When Fibber McGee and Molly tickles an aural fancy today, it has little to do with the writing or the work of the straight man star couple Jim and Marian Jordan. No, when Fibber McGee and Molly produces laughs it is thanks to the great comedic performances of character actors like Arthur Q. Bryan and Bill Thompson who rise above the weak material. Likewise The Great Gildersleeve, arguably the first spin-off in sitcom history, suffered from a weekly onslaught of lame duck material. They have as their only saving grace a hysterical adult actor that most assumed to be a child. Walter Tetley was a man who went through adulthood sounding like a pre-pubescent thanks to a hormonal disfunction. Fortunately he was born in the age of radio and managed to use this curse to a great comedic advantage.
The Magnificent Montague may be the most overlooked radio comedy in the Old Time Radio lexicon. Why it isn't well known or at the very least rerun on the far end of the AM dial is inexcusable. It's not as if episodes do not exist. To the contrary, the majority of the series is intact.
Several things make The Magnificent Montague special. Beyond its ingenious radio-show-within-a-radio show that allows for a skewering of insipid radio programs like the aforementioned Aldrich Family, the talent involved is immense. The program was created, written and directed by Nat Hiken. Hiken, as any self-respecting comedy fanboy knows, was the greatest comedy writer working in television in the 1950s. After having contributed to The Fred Allen Show and a couple of Milton Berle's failed radio programs, Hiken let his creative abilities flourish on The Magnificent Montague, laying the ground work for what would be his greatest triumph - The Phil Silvers Show (Sgt. Bilko). Hiken later had great success with his other well-loved sitcom Car 54, Where Are You and the funniest of Don Knotts films, The Love God (which Hiken despised, but it holds up).
The Magnificent Montague stars Monty Woolley as a fading denizen of the theater. Formerly enjoying Shakespearean triumph he is reduced in a fit of desperation to accept an acting gig on a hackneyed daytime radio program. Pert Kelton plays the wisecracking maid eager to take the pompous Woolley down a peg . The program's resident announcer is Don Pardo. Regular guest stars include Jim Backus, Alan Reed, Arnold Stang and - dominating every scene - Art Carney. If only it would replace every late night rerun of The Aldrich Family. It is the shows like Aldrich that deserve to be a footnote in comedy history, not the magnificent Magnificent Montague.
A roster of episodes to see if you don't agree here.
I suspect the show isn't well-known because a) it only ran a season and b) neither the show nor the star made it on television.
ReplyDeleteFibber, Gildersleeve, Blondie, Ozzie and Harriet, Riley and so on were on season after season after season. People remembered them when the OTR industry started up and bought cassettes and LPs. They didn't remember Monty Woolley, whose show came in when television had started to eclipse radio.
Fibber was one of the best of the sitcoms. I like the byplay between the Jordans, the secondary players were distinctive and Quinn used the closet gimmick to a good advantage. Many radio sitcoms are mind-bogglingly trite and one-dimensional. I prefer variety shows; the stars seem to be laughing at how corny some of the comedy was. Give me Durante over 'My Friend Irma' any day.
I agree with "Yowp" as to why Magificent Montague, though well
ReplyDeletewritten and acted, didn't make it
out of the gate while powerhouses
such as Fibber and Gildersleeve
ran for years.
Thanks anyway for sharing these episodes with us!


Task directions: In the following listing, find the lines containing "axes" and report them.

Source material:
------------------------------------

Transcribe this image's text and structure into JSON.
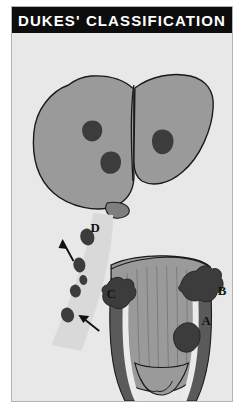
{
  "title": "DUKES' CLASSIFICATION",
  "figure": {
    "caption": "Dukes' classification of colorectal carcinoma spread",
    "background_color": "#e8e8e8",
    "border_color": "#b4b4b4",
    "title_bar_color": "#0d0d0d",
    "title_text_color": "#ffffff"
  },
  "palette": {
    "organ_gray": "#9a9a9a",
    "organ_gray_light": "#a8a8a8",
    "organ_gray_dark": "#808080",
    "tumor_dark": "#3c3c3c",
    "muscle_dark": "#5a5a5a",
    "lumen_light": "#c8c8c8",
    "mesentery_pale": "#d2d2d2",
    "outline": "#1a1a1a",
    "label_color": "#111111"
  },
  "labels": [
    {
      "id": "A",
      "text": "A",
      "x": 196,
      "y": 311,
      "stage": "Tumour confined to bowel wall"
    },
    {
      "id": "B",
      "text": "B",
      "x": 212,
      "y": 288,
      "stage": "Tumour through bowel wall"
    },
    {
      "id": "C",
      "text": "C",
      "x": 100,
      "y": 265,
      "stage": "Regional lymph node involvement"
    },
    {
      "id": "D",
      "text": "D",
      "x": 84,
      "y": 199,
      "stage": "Distant metastases (liver)"
    }
  ],
  "arrows": [
    {
      "id": "arrow-to-node-d",
      "points": "from 62,228 to 50,206",
      "target": "lymph-node-upper"
    },
    {
      "id": "arrow-to-node-c",
      "points": "from 86,296 to 66,279",
      "target": "lymph-node-lower"
    }
  ],
  "anatomy": {
    "liver": {
      "name": "liver",
      "lobes": [
        "left-lobe",
        "right-lobe"
      ],
      "metastases_count": 3,
      "metastasis_positions": [
        {
          "cx": 81,
          "cy": 98
        },
        {
          "cx": 101,
          "cy": 128
        },
        {
          "cx": 153,
          "cy": 108
        }
      ],
      "gallbladder": {
        "cx": 107,
        "cy": 177
      }
    },
    "lymph_nodes": {
      "name": "mesenteric-lymph-node-chain",
      "count": 5,
      "positions": [
        {
          "cx": 76,
          "cy": 204
        },
        {
          "cx": 68,
          "cy": 232
        },
        {
          "cx": 66,
          "cy": 262
        },
        {
          "cx": 57,
          "cy": 281
        },
        {
          "cx": 71,
          "cy": 250
        }
      ]
    },
    "rectum": {
      "name": "rectum-and-anal-canal",
      "features": [
        "mucosal-folds",
        "muscular-wall",
        "anal-canal",
        "sphincter-columns"
      ],
      "tumours": [
        {
          "id": "tumour-a",
          "label": "A",
          "description": "intramural tumour confined to wall",
          "cx": 175,
          "cy": 308
        },
        {
          "id": "tumour-b",
          "label": "B",
          "description": "tumour penetrating through wall",
          "cx": 185,
          "cy": 272
        },
        {
          "id": "tumour-left",
          "label": "",
          "description": "tumour on left bowel rim",
          "cx": 112,
          "cy": 277
        }
      ]
    }
  }
}
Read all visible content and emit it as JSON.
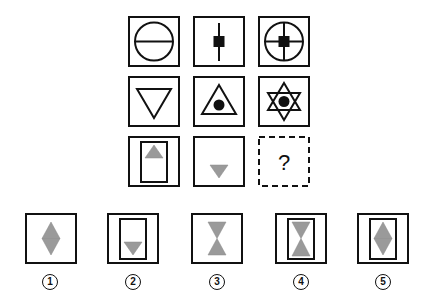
{
  "puzzle": {
    "grid": {
      "rows": [
        {
          "cells": [
            {
              "id": "r1c1",
              "description": "circle with horizontal line",
              "x": 128,
              "y": 16
            },
            {
              "id": "r1c2",
              "description": "vertical line with black square",
              "x": 193,
              "y": 16
            },
            {
              "id": "r1c3",
              "description": "circle with cross and black square",
              "x": 258,
              "y": 16
            }
          ]
        },
        {
          "cells": [
            {
              "id": "r2c1",
              "description": "downward triangle outline",
              "x": 128,
              "y": 76
            },
            {
              "id": "r2c2",
              "description": "upward triangle with black dot",
              "x": 193,
              "y": 76
            },
            {
              "id": "r2c3",
              "description": "six-pointed star with black dot",
              "x": 258,
              "y": 76
            }
          ]
        },
        {
          "cells": [
            {
              "id": "r3c1",
              "description": "inner rectangle with gray upward triangle at top",
              "x": 128,
              "y": 136
            },
            {
              "id": "r3c2",
              "description": "gray downward triangle at bottom",
              "x": 193,
              "y": 136
            },
            {
              "id": "r3c3",
              "description": "unknown",
              "x": 258,
              "y": 136,
              "placeholder": "?"
            }
          ]
        }
      ]
    },
    "options": [
      {
        "number": "1",
        "label": "①",
        "description": "gray diamond (two triangles base-to-base)",
        "x": 25,
        "y": 213
      },
      {
        "number": "2",
        "label": "②",
        "description": "inner rectangle with gray downward triangle at bottom",
        "x": 107,
        "y": 213
      },
      {
        "number": "3",
        "label": "③",
        "description": "gray hourglass (two triangles tip-to-tip)",
        "x": 191,
        "y": 213
      },
      {
        "number": "4",
        "label": "④",
        "description": "inner rectangle with gray hourglass",
        "x": 275,
        "y": 213
      },
      {
        "number": "5",
        "label": "⑤",
        "description": "inner rectangle with gray diamond",
        "x": 357,
        "y": 213
      }
    ],
    "colors": {
      "stroke": "#111111",
      "gray_fill": "#9a9a9a",
      "background": "#ffffff"
    }
  }
}
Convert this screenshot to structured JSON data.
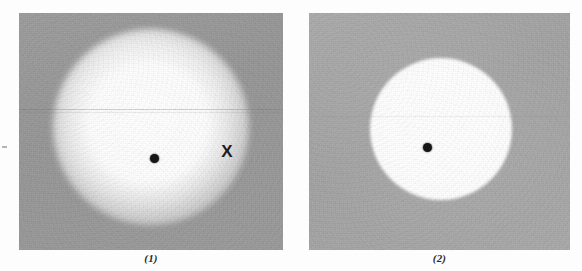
{
  "figure": {
    "type": "photographic-plate-pair",
    "panels": [
      {
        "id": "plate-1",
        "caption": "(1)",
        "background_tone": "#9a9a9a",
        "feature": "diffuse soft-edged halo",
        "halo_diameter_px": 196,
        "markers": [
          {
            "name": "center-dot",
            "symbol": "●",
            "x": 135,
            "y": 145
          },
          {
            "name": "x-marker",
            "symbol": "X",
            "x": 208,
            "y": 139
          }
        ]
      },
      {
        "id": "plate-2",
        "caption": "(2)",
        "background_tone": "#a8a8a8",
        "feature": "sharp-edged bright disk",
        "disk_diameter_px": 142,
        "markers": [
          {
            "name": "center-dot",
            "symbol": "●",
            "x": 418,
            "y": 147
          }
        ]
      }
    ]
  },
  "captions": {
    "panel_1": "(1)",
    "panel_2": "(2)"
  },
  "markers": {
    "x_label": "X"
  },
  "colors": {
    "page_background": "#fdfdfd",
    "plate_1_background": "#9a9a9a",
    "plate_2_background": "#a8a8a8",
    "highlight": "#ffffff",
    "marker_ink": "#161616",
    "caption_ink": "#2a2a2a"
  }
}
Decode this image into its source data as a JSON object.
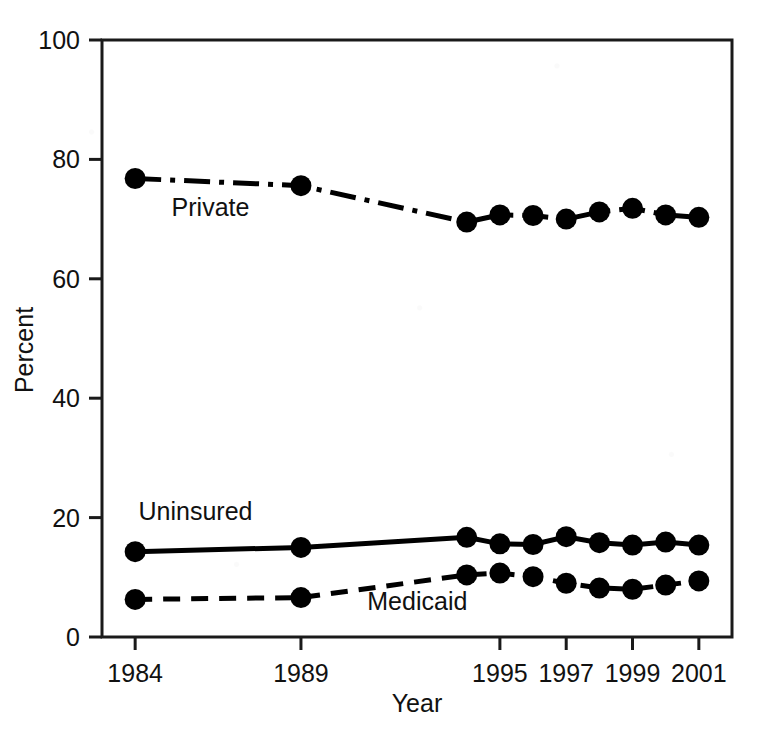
{
  "chart_data": {
    "type": "line",
    "title": "",
    "subtitle": "",
    "xlabel": "Year",
    "ylabel": "Percent",
    "ylim": [
      0,
      100
    ],
    "yticks": [
      0,
      20,
      40,
      60,
      80,
      100
    ],
    "xlim": [
      1983.0,
      2002.0
    ],
    "xtick_labels": [
      "1984",
      "1989",
      "1995",
      "1997",
      "1999",
      "2001"
    ],
    "xtick_values": [
      1984,
      1989,
      1995,
      1997,
      1999,
      2001
    ],
    "grid": false,
    "legend_position": "inline-annotations",
    "x": [
      1984,
      1989,
      1994,
      1995,
      1996,
      1997,
      1998,
      1999,
      2000,
      2001
    ],
    "series": [
      {
        "name": "Private",
        "label": "Private",
        "linestyle": "dash-dot",
        "marker": "filled-circle",
        "color": "#000000",
        "values": [
          76.8,
          75.6,
          69.5,
          70.7,
          70.6,
          70.0,
          71.2,
          71.8,
          70.7,
          70.3
        ],
        "label_x": 1985.1,
        "label_y": 70.5
      },
      {
        "name": "Uninsured",
        "label": "Uninsured",
        "linestyle": "solid",
        "marker": "filled-circle",
        "color": "#000000",
        "values": [
          14.3,
          15.0,
          16.7,
          15.6,
          15.5,
          16.8,
          15.8,
          15.4,
          15.9,
          15.4
        ],
        "label_x": 1984.1,
        "label_y": 19.6
      },
      {
        "name": "Medicaid",
        "label": "Medicaid",
        "linestyle": "dashed",
        "marker": "filled-circle",
        "color": "#000000",
        "values": [
          6.3,
          6.6,
          10.4,
          10.7,
          10.1,
          9.0,
          8.2,
          8.0,
          8.7,
          9.4
        ],
        "label_x": 1991.0,
        "label_y": 4.6
      }
    ]
  },
  "figure": {
    "background_color": "#ffffff",
    "foreground_color": "#000000",
    "frame_color": "#1a1a1a"
  }
}
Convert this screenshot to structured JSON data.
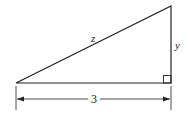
{
  "diagram": {
    "type": "right-triangle",
    "labels": {
      "hypotenuse": "z",
      "vertical_leg": "y",
      "horizontal_leg": "3"
    },
    "stroke_color": "#222222"
  }
}
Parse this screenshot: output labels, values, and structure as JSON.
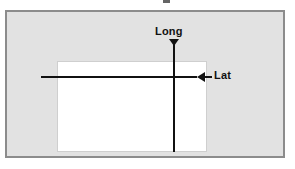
{
  "diagram": {
    "title": "",
    "type": "geographic-axes-schematic",
    "colors": {
      "frame_fill": "#e2e2e2",
      "frame_border": "#8c8c8c",
      "inner_fill": "#ffffff",
      "inner_border": "#cfcfcf",
      "line": "#111111",
      "label": "#111111",
      "page_background": "#ffffff"
    },
    "labels": {
      "longitude": "Long",
      "latitude": "Lat"
    },
    "icons": {
      "long_arrow": "arrow-down-icon",
      "lat_arrow": "arrow-left-icon"
    },
    "elements": {
      "outer_frame_name": "outer-frame",
      "inner_rect_name": "inner-rectangle",
      "vertical_line_name": "longitude-line",
      "horizontal_line_name": "latitude-line"
    }
  }
}
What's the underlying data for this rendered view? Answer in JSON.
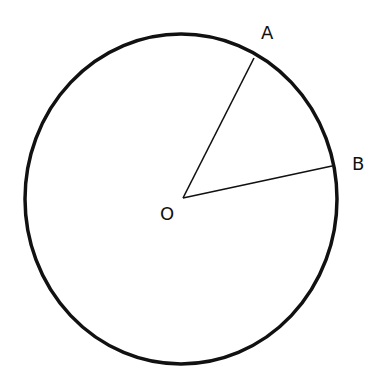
{
  "diagram": {
    "type": "circle-sector",
    "colors": {
      "stroke": "#111111",
      "background": "#ffffff"
    },
    "circle": {
      "cx": 181,
      "cy": 199,
      "rx": 156,
      "ry": 165,
      "stroke_width": 3.5
    },
    "center": {
      "label": "O",
      "x": 183,
      "y": 198
    },
    "points": [
      {
        "label": "A",
        "x": 254,
        "y": 58
      },
      {
        "label": "B",
        "x": 332,
        "y": 166
      }
    ],
    "segments": [
      "OA",
      "OB"
    ]
  },
  "labels": {
    "a": "A",
    "b": "B",
    "o": "O"
  }
}
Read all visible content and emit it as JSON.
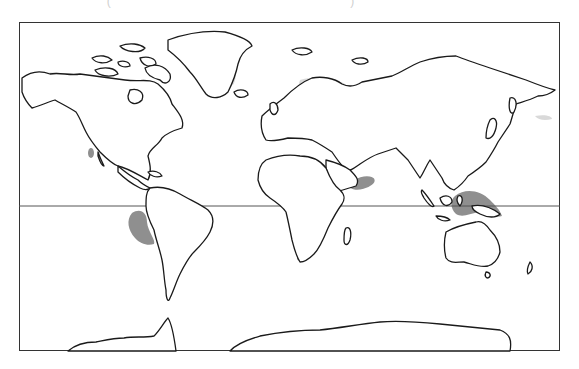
{
  "map": {
    "type": "world-outline-map",
    "projection": "equirectangular-like",
    "title_remnant": "(   )",
    "frame": {
      "left": 19,
      "top": 22,
      "right": 560,
      "bottom": 351
    },
    "equator_y": 206,
    "colors": {
      "outline": "#1a1a1a",
      "light_shading": "#d9d9d9",
      "dark_shading": "#8f8f8f",
      "background": "#ffffff"
    },
    "legend": {
      "light_shading": "High-latitude band (Alaska, northern Canada, Greenland edge, northern Eurasia)",
      "dark_shading": "Localized regions (Baja California, Pacific off Peru, Arabian Sea, East Africa, South Africa tip, Indonesia/New Guinea)"
    },
    "regions_light": [
      "alaska-northern-canada",
      "greenland-east-coast",
      "scandinavia-northern-russia",
      "northern-siberia",
      "kamchatka-north-pacific"
    ],
    "regions_dark": [
      "baja-california",
      "eastern-pacific-off-peru",
      "arabian-sea-oman",
      "east-africa-lakes",
      "southern-africa-tip",
      "indonesia-new-guinea"
    ]
  }
}
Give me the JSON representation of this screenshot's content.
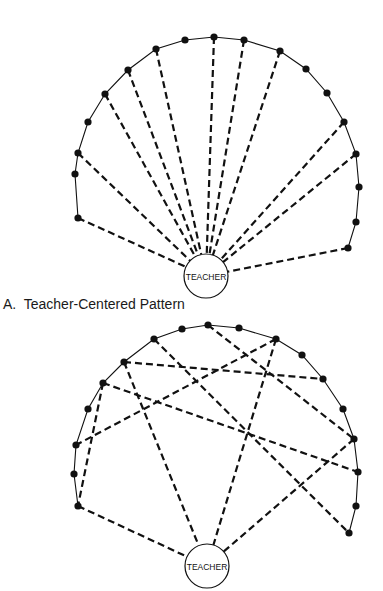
{
  "colors": {
    "ink": "#111111",
    "background": "#ffffff"
  },
  "diagrams": [
    {
      "id": "A",
      "caption": "A.  Teacher-Centered Pattern",
      "teacher": {
        "label": "TEACHER",
        "cx": 206,
        "cy": 276,
        "r": 22
      },
      "students": [
        [
          78,
          218
        ],
        [
          75,
          174
        ],
        [
          78,
          153
        ],
        [
          88,
          122
        ],
        [
          105,
          94
        ],
        [
          128,
          70
        ],
        [
          156,
          49
        ],
        [
          185,
          40
        ],
        [
          214,
          37
        ],
        [
          244,
          40
        ],
        [
          280,
          51
        ],
        [
          306,
          69
        ],
        [
          327,
          93
        ],
        [
          344,
          122
        ],
        [
          356,
          154
        ],
        [
          359,
          187
        ],
        [
          356,
          222
        ],
        [
          348,
          248
        ]
      ],
      "links": [
        {
          "from": 0,
          "to": "teacher"
        },
        {
          "from": 2,
          "to": "teacher"
        },
        {
          "from": 4,
          "to": "teacher"
        },
        {
          "from": 5,
          "to": "teacher"
        },
        {
          "from": 6,
          "to": "teacher"
        },
        {
          "from": 8,
          "to": "teacher"
        },
        {
          "from": 9,
          "to": "teacher"
        },
        {
          "from": 10,
          "to": "teacher"
        },
        {
          "from": 13,
          "to": "teacher"
        },
        {
          "from": 14,
          "to": "teacher"
        },
        {
          "from": 17,
          "to": "teacher"
        }
      ]
    },
    {
      "id": "B",
      "caption": "",
      "teacher": {
        "label": "TEACHER",
        "cx": 207,
        "cy": 566,
        "r": 22
      },
      "students": [
        [
          78,
          506
        ],
        [
          74,
          474
        ],
        [
          76,
          445
        ],
        [
          88,
          409
        ],
        [
          103,
          383
        ],
        [
          124,
          362
        ],
        [
          154,
          339
        ],
        [
          182,
          329
        ],
        [
          208,
          325
        ],
        [
          239,
          328
        ],
        [
          276,
          339
        ],
        [
          302,
          355
        ],
        [
          323,
          379
        ],
        [
          343,
          409
        ],
        [
          354,
          439
        ],
        [
          358,
          472
        ],
        [
          356,
          506
        ],
        [
          349,
          533
        ]
      ],
      "links": [
        {
          "from": 6,
          "to": 17
        },
        {
          "from": 8,
          "to": 14
        },
        {
          "from": 10,
          "to": 2
        },
        {
          "from": 10,
          "to": "teacher"
        },
        {
          "from": 5,
          "to": 12
        },
        {
          "from": 5,
          "to": "teacher"
        },
        {
          "from": 4,
          "to": 15
        },
        {
          "from": 4,
          "to": 0
        },
        {
          "from": 0,
          "to": "teacher"
        },
        {
          "from": 14,
          "to": "teacher"
        }
      ]
    }
  ]
}
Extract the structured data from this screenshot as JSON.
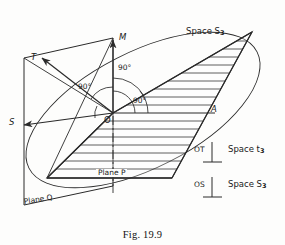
{
  "figure": {
    "caption": "Fig. 19.9",
    "ink_color": "#2a2a2a",
    "background_color": "#fdfdfc"
  },
  "labels": {
    "axis_m": "M",
    "axis_t": "T",
    "axis_s": "S",
    "origin": "O",
    "point_a": "A",
    "angle_1": "90°",
    "angle_2": "90°",
    "angle_3": "90°",
    "plane_p": "Plane P",
    "plane_q": "Plane Q",
    "space_top": "Space S",
    "space_top_sub": "3"
  },
  "legend": {
    "rows": [
      {
        "vector": "OT",
        "perp_symbol": "⊥",
        "space": "Space t",
        "space_sub": "3"
      },
      {
        "vector": "OS",
        "perp_symbol": "⊥",
        "space": "Space S",
        "space_sub": "3"
      }
    ]
  },
  "diagram_data": {
    "type": "geometric-diagram",
    "description": "Three-dimensional sketch of plane P hatched inside an ellipse, plane Q as a vertical parallelogram, with orthogonal axes OM, OT, OS meeting at origin O at 90 degrees",
    "origin": {
      "x": 113,
      "y": 113
    },
    "axes": [
      {
        "name": "OM",
        "label": "M",
        "tip": {
          "x": 113,
          "y": 37
        }
      },
      {
        "name": "OT",
        "label": "T",
        "tip": {
          "x": 40,
          "y": 57
        }
      },
      {
        "name": "OS",
        "label": "S",
        "tip": {
          "x": 22,
          "y": 125
        }
      },
      {
        "name": "OA",
        "label": "A",
        "tip": {
          "x": 210,
          "y": 113
        }
      }
    ],
    "right_angles": [
      {
        "between": "OT-OM",
        "value": 90
      },
      {
        "between": "OM-OA",
        "value": 90
      },
      {
        "between": "OA-OS",
        "value": 90
      }
    ],
    "hatch_line_count": 17
  }
}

------------------------------------

Worked solution:
    "type": "geographic-axes-schematic",
    "description": "Three-dimensional sketch of plane P hatched inside an ellipse, plane Q as a vertical parallelogram, with orthogonal axes OM, OT, OS meeting at origin O at 90 degrees",
    "axes": [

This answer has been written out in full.